Hi Nordic team,
I'm using the nPM2100 PMIC in my design to power a microcontroller. The microcontroller sets the nPM2100 into Hibernate mode, and a vibration sensor connected to the SHPHLD pin is used to wake the system on movement.
-
The vibration sensor is normally closed, pulling SHPHLD to GND (low) during rest.
-
The PMIC is configured to wake on a Rising Edge on SHPHLD (via register
0xC2 = 1
). -
SHPHLD is internally pulled up.
Problem:
When the SHPHLD pin is already high before entering Hibernate, the nPM2100 immediately wakes up, even though no edge transition occurred. This seems to contradict the expected edge-based wakeup behavior.
To eliminate external factors:
-
I replaced the vibration sensor with a mechanical switch (same logic behavior).
-
No bounce or glitches were observed.
-
Wakeup occurs immediately if SHPHLD is already high when Hibernate is entered.

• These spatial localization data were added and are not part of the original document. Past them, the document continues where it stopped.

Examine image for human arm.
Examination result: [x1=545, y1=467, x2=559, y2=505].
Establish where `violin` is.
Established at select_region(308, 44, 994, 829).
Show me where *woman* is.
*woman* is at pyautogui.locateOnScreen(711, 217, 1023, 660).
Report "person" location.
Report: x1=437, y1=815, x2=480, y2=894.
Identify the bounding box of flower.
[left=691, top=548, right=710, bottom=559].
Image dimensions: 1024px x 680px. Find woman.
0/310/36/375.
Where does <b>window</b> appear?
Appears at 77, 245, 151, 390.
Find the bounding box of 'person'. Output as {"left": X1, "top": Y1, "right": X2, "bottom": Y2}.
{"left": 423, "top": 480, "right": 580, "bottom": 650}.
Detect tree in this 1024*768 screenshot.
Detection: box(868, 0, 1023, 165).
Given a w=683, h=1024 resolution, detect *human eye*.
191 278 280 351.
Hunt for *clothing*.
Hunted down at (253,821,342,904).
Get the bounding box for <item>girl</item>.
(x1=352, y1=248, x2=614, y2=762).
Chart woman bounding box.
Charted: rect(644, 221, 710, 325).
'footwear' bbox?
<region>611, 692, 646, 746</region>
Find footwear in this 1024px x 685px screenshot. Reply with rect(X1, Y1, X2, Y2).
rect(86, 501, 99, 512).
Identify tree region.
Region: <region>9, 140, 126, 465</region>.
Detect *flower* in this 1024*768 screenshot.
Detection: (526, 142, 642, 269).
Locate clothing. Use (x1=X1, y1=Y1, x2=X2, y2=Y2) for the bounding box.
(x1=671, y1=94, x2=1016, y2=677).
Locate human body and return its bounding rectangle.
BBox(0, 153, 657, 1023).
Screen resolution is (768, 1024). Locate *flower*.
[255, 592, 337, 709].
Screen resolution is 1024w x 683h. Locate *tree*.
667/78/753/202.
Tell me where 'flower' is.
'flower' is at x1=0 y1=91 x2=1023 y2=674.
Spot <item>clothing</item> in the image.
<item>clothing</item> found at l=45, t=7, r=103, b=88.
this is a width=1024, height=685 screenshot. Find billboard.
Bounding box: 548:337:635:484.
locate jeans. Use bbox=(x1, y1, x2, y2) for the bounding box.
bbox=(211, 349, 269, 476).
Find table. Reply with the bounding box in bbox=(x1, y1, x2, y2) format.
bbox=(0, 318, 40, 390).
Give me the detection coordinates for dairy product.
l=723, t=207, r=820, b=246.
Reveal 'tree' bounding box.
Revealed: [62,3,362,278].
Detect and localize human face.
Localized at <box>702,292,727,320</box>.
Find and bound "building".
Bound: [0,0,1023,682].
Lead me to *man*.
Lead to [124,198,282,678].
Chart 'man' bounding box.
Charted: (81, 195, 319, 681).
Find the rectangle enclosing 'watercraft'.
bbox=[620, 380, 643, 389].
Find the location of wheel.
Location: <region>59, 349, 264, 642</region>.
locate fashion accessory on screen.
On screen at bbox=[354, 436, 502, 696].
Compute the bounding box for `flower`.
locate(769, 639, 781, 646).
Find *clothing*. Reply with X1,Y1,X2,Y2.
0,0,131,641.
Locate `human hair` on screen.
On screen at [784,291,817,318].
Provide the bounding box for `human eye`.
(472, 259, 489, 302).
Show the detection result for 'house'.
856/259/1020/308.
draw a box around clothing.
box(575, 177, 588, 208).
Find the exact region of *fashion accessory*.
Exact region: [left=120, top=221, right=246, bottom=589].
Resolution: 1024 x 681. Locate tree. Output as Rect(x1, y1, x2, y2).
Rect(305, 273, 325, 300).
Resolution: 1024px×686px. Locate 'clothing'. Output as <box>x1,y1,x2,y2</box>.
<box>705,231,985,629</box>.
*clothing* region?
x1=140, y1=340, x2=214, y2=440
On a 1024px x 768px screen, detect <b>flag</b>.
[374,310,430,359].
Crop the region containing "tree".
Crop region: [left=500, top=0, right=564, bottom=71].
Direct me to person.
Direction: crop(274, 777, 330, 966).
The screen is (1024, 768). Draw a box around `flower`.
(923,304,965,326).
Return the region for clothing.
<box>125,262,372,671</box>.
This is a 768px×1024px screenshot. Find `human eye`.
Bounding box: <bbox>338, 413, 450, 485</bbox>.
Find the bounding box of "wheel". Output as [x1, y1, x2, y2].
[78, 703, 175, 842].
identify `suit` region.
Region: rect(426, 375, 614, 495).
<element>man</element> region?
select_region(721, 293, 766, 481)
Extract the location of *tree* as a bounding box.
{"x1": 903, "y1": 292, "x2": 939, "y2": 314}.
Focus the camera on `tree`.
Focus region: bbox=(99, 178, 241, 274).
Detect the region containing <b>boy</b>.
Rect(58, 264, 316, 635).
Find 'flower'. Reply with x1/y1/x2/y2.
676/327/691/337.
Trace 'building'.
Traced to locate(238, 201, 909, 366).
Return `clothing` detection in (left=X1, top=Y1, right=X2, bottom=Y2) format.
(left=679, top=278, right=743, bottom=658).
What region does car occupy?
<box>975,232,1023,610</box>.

Attached you’ll find two charts:
Figure 1: Shows the SHPHLD wakeup trigger occurring without any edge transition at Hibernate entry (Rising-Edge configuration).
Figure 2: Same scenario with Falling-Edge configuration (
0xC2 = 0
) — no false wakeups occur. Behavior is now correct and stable.
This leads me to believe that:
The nPM2100 may internally default to a low reference state for SHPHLD edge detection during Hibernate entry. If the pin is already high, this is interpreted as a Rising Edge, triggering a wakeup immediately.
This behavior is not described in the nPM2100 Product Specification.
Temporary workaround:
I switched to Falling-Edge detection and inverted the logic. This now works reliably.
My questions:
-
Is this a known behavior or a bug in the Hibernate wakeup edge detection logic?
-
Does the PMIC not properly reference the current SHPHLD state when entering Hibernate?
-
Can this be addressed in firmware, or should Falling-Edge be considered the only reliable mode?
Thanks in advance – let me know if you'd like more test logs or register traces.